“Ye know that the princes of the Gentiles exercise dominion over them,

and they that are great exercise authority upon them.

But it shall not be so among you:

but whosoever will be great among you, let him be your minister;

And whosoever will be chief among you, let him be your servant:

Even as the Son of man came not to be ministered unto,

but to minister, and to give his life a ransom for many.” (Matthew 20:25-28, KJV)


The word the Athenians used for their Assembly was Ekklesia, the same word used in the New Testament for Church
(and it is the greatest philological irony in all of Western history that this word,
which connoted equal participation in all deliberation by all members,
came to designate a kind of self-perpetuating, self-protective Spartan gerousia -
which would have seemed patent nonsense to Greek-speaking Christians of New Testament times,
who believed themselves to be equal members of their Assembly.)

- Thomas Cahill, Sailing the Wine-Dark Sea: Why the Greeks Matter




ΦΙΛΟΤΙΜΟ: THE GREEK SECRET


Friday, January 1, 2010

New Year - Old Habits

Happy New Year.

We begin the new year with the same strange behavior to which we have grown accustomed. Even though we have here in Salt Lake City three full-time priests, the two proistamenoi chose to take vacation resulting in Holy Trinity being closed on the feast of St. Basil. Why did both proistamenoi choose to take vacation now instead of earlier in the year? How does a parish council, who supposedly represents the people, allow such a thing to happen? How can we spend more than one-third of our budget on their salaries and not receive their services?

Also of concern is the closure again of Holy Trinity on Epiphany. Our metropolitan has provided Protocol 09-18 with the policy of the metropolis for the celebration of services for this feast which says in part: "to promote uniformity throughout the Metropolis of Denver, please prepare your schedules according to the following guidelines." www.denver.goarch.org/protocols/2009-Protocols/protocol-09-18.pdf. Does closing Holy Trinity promote uniformity as requested?

It might be a new year but some things never change.

2 comments:

Barbara Colessides said...

Years ago, in "another lifetime", I worked for two churches in Tulsa, OK. Just before moving to Houston, I worked for Trinity Episcopal Church. A visiting priest from Houston offered me a job at St. Martin's in Houston - the largest Episcopalian Church in the city. Thanking him, I nevertheless declined, explaining it was next to impossible to get holidays off to visit family and friends, or just to be with my kids during their holiday vacation. The reasoning was, appropriately, that holidays were the MOST IMPORTANT days of the liturgical year. The same held true earlier when I worked for the far more liberal, non-liturgical Unitarians - I still couldn't easily get Christmas or Easter off.
So, the Protestants "get it", and stay open and keep crews on during important holidays, yet we, more conservative, correct-faith Orthodox cannot keep a church open on the feast day of St. Basil or Theophany. Wow.

Zeta Tsagaris said...

It seems that our three priests and our parish council do consider Theophany an important holiday since "the Holy Trinity and Prophet Elias offices will be closed on January 6 in observance of the Feast of Theophany," just not important enough to have services at the Cathedral that day!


== What the exercise asks ==
Exact transcription of the data below is required, without the images.

(Exercise material Opens)

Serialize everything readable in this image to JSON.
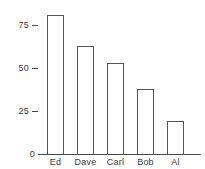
{
  "chart_data": {
    "type": "bar",
    "title": "",
    "subtitle": "",
    "xlabel": "",
    "ylabel": "",
    "categories": [
      "Ed",
      "Dave",
      "Carl",
      "Bob",
      "Al"
    ],
    "values": [
      81,
      63,
      53,
      38,
      19
    ],
    "ylim": [
      0,
      85
    ],
    "yticks": [
      0,
      25,
      50,
      75
    ],
    "ytick_labels": [
      "0",
      "25",
      "50",
      "75"
    ],
    "grid": false,
    "legend": false,
    "legend_position": "none",
    "bar_fill_color": "#ffffff",
    "bar_edge_color": "#555555",
    "axis_color": "#4a4a4a",
    "text_color": "#3a3a3a",
    "background_color": "#ffffff"
  }
}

(Exercise material Closes)

== Completed task ==
Serialize everything readable in this image to JSON.
{
  "chart_data": {
    "type": "bar",
    "title": "",
    "subtitle": "",
    "xlabel": "",
    "ylabel": "",
    "categories": [
      "Ed",
      "Dave",
      "Carl",
      "Bob",
      "Al"
    ],
    "values": [
      81,
      63,
      53,
      38,
      19
    ],
    "ylim": [
      0,
      85
    ],
    "yticks": [
      0,
      25,
      50,
      75
    ],
    "ytick_labels": [
      "0",
      "25",
      "50",
      "75"
    ],
    "grid": false,
    "legend": false,
    "legend_position": "none",
    "bar_fill_color": "#ffffff",
    "bar_edge_color": "#555555",
    "axis_color": "#4a4a4a",
    "text_color": "#3a3a3a",
    "background_color": "#ffffff"
  }
}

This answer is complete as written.